My throat feels like knives.

It's kind of a relief though, after weeks of hedging, weeks of feeling vaguely broken and on the verge of really sick. My body's finally decided to go all the way with it. I haven't felt this kind of sick in a long time. This is the way you get sick as a child, when you're constantly being exposed to germs and viruses, the kind of sick that makes you have to spend your life in bed.

Early in the day I got out of bed and went to the store for medicine and the newspaper. The whole way there and back I just wanted to stop and sit, leaning against a wall for a short sleep.

I'm listening to This American Life right now, but my illness is keeping me from paying attention to it while typing. All I know is that it has something to do with yearbook photos and Benjamin Franklin and a man named Walter. It is like this morning when I tried to listen to The Next Big Thing while watching little kids in their church clothes playing downstairs. All I retained from that was that a teacher had his students reading a poem about blackbirds, and every time they said the word blackbird, my head would think the word cherry.

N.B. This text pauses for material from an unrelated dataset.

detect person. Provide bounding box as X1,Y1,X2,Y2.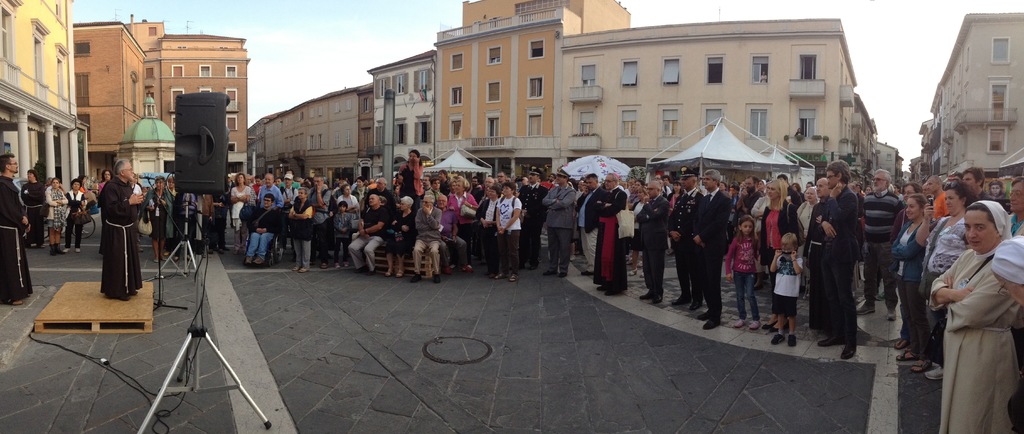
44,175,68,253.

Do I make less sense with every sentence?

Anyhow, when I came back from the store, the adorable woman who lives next door was standing in the hall surrounded by bags of groceries. She moved in a couple of months ago, with who I think are her son and his wife. I hardly ever see them, but I do see her once or twice a week, on her way to or from the garbage room, or with her door ajar and her eyes peeking into the hall as I walk by. I smile and she says hi in the softest voice.

So, I was coming down the hall and saw her there, standing outside of her door, and I smiled and said, "Hello," and she smiled and said, "Hi," and then she held out her hand which was holding her keys, and she said, "It doesn't work," which was the longest sentence she'd ever said to me. I never noticed before that she had some kind of pretty accent that I didn't recognize. She had two keys and the door had three locks, and she didn't know which lock was locked and which key would unlock it, so I took her keys and tried each key in each lock, and, of course, it was the last try that worked. I opened the door, and smiled at her, and handed back her keys. Then there were a bunch of Thank yous and You're welcomes while I helped her carry the groceries in.

She walked me back out and held out her hand to shake mine, but changed her mind and hugged me, saying, "Thank you, you're a good neighbor," while I tried not to breathe out. She felt so frail, and I would hate so much to make her sick. While I was not breathing out I was breathing in, and she smelled like a combination of warm old grandmother and what I imagine frankincense and myrrh must smell like whenever I see the words. It was the perfect sort of comforting hug for the sort of crummy I was feeling.

Now it's Evening Music, and I think time is moving at a different rate inside my head than out of it. Suddenly this computer is far too much, and my head does not want to be upright anymore. Let's get into bed and watch This Old House, alright?